The Daily Caller

The Daily Caller
 House Budget Committee Chairman Rep. Paul Ryan, R-Wis., chairs a hearing Wednesday, Jan. 26, 2011, on Capitol Hill in Washington. (AP Photo/Charles Dharapak)  

Ryan on foreign policy: America ‘must lead’

Invoking former Soviet dissident Natan Sharanksy — whose book “The Case for Democracy” significantly influenced former President George W. Bush’s foreign policy — Ryan said America had “a responsibility to speak boldly for those whose voices are denied by the jackbooted thugs of the tired tyrants of Syria and Iran.”

Ryan gave the speech just months after the Arab Spring began. While he expressed hope that the revolutions sweeping the region would “result in governments that respect the rights of their citizens,” he cautioned that the outcome could be worse, a situation where “one form of autocracy will be supplanted by another.”

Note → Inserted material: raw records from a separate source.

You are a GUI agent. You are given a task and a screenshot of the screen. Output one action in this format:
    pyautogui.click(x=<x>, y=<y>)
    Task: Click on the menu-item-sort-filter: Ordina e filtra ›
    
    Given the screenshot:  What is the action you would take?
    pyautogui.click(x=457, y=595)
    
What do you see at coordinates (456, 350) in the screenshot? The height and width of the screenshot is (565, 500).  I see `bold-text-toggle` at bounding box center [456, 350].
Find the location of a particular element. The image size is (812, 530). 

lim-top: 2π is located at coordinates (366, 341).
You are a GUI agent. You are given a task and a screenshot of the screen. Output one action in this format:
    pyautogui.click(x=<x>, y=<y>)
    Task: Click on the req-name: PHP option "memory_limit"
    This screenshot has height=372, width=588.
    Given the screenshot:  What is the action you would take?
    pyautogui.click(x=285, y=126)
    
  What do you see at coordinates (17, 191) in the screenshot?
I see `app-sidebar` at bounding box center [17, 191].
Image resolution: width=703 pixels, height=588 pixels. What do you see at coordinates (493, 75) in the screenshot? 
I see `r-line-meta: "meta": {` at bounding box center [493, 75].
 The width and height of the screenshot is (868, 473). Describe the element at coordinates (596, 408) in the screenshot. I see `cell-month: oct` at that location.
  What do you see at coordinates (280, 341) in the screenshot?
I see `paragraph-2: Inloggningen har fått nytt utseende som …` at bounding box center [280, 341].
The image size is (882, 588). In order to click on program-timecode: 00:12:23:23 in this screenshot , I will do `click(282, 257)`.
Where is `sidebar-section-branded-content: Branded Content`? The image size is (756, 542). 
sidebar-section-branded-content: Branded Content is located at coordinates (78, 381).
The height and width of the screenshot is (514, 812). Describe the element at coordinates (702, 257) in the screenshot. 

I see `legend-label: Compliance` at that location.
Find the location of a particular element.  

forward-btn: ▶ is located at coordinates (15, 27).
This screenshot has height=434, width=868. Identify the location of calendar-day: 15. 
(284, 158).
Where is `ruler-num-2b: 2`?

No matter what happened, he said, it was important that America stand by its allies in the region, particularly Israel.

In the speech, which was given before America withdrew from Iraq, Ryan said it was important that the U.S. “remain committed to the promotion of stable governments that respect the rights of their citizens and deny terrorists access to their territory” in those countries. Failure to do so, he said, “would be a blow to American prestige and would reinvigorate al-Qaida.”

Turning to China, Ryan said America “must demonstrate that planning for the post-American era is a squandered effort on their part — and that America’s greatest days lie ahead.”

Ryan also spoke of the importance of free trade and working with allies around the world to achieve American objectives, which he said Obama had failed to do.

While saying that Ryan doesn’t have much experience on foreign policy matters, American Enterprise Institute resident foreign policy scholar Michael Rubin told TheDC that instinct “matters just as much” as experience.

“Joe Biden, for example, could brag about foreign policy experience, but he was still the laughing stock of Baghdad and Kabul, and Tehran’s favorite senator,” Rubin said.

But, Rubin added, a “Ryan VP pick would confirm that Romney seeks to be the president who repairs the economy, not a foreign policy president.”

Danielle Pletka, the vice president of foreign and defense policy studies at AEI who has known Ryan since he worked for Kansas Sen. Sam Brownback in the 1990s, said that the House budget chairman is a good choice.

“Awesome guy and one of the brightest and most principled people in Congress,” Pletka, whose husband Stephen Rademaker advises Romney on foreign policy, told TheDC.

“What makes a foreign policy leader is judgment and an understanding of America’s role in the world, not frequent flyer status. He knows the issues, and brings the same thoughtfulness to national security that he does to all the other issues that he covers on the Hill.”

Among the foreign policy stances Ryan has taken in Congress over his 14-year tenure are voting to authorize the Iraq war, co-sponsoring legislation to acknowledge the Armenian genocide, voting yes to support U.S.-India civil nuclear cooperation and supporting American aid to alleviate poverty and disease in Africa.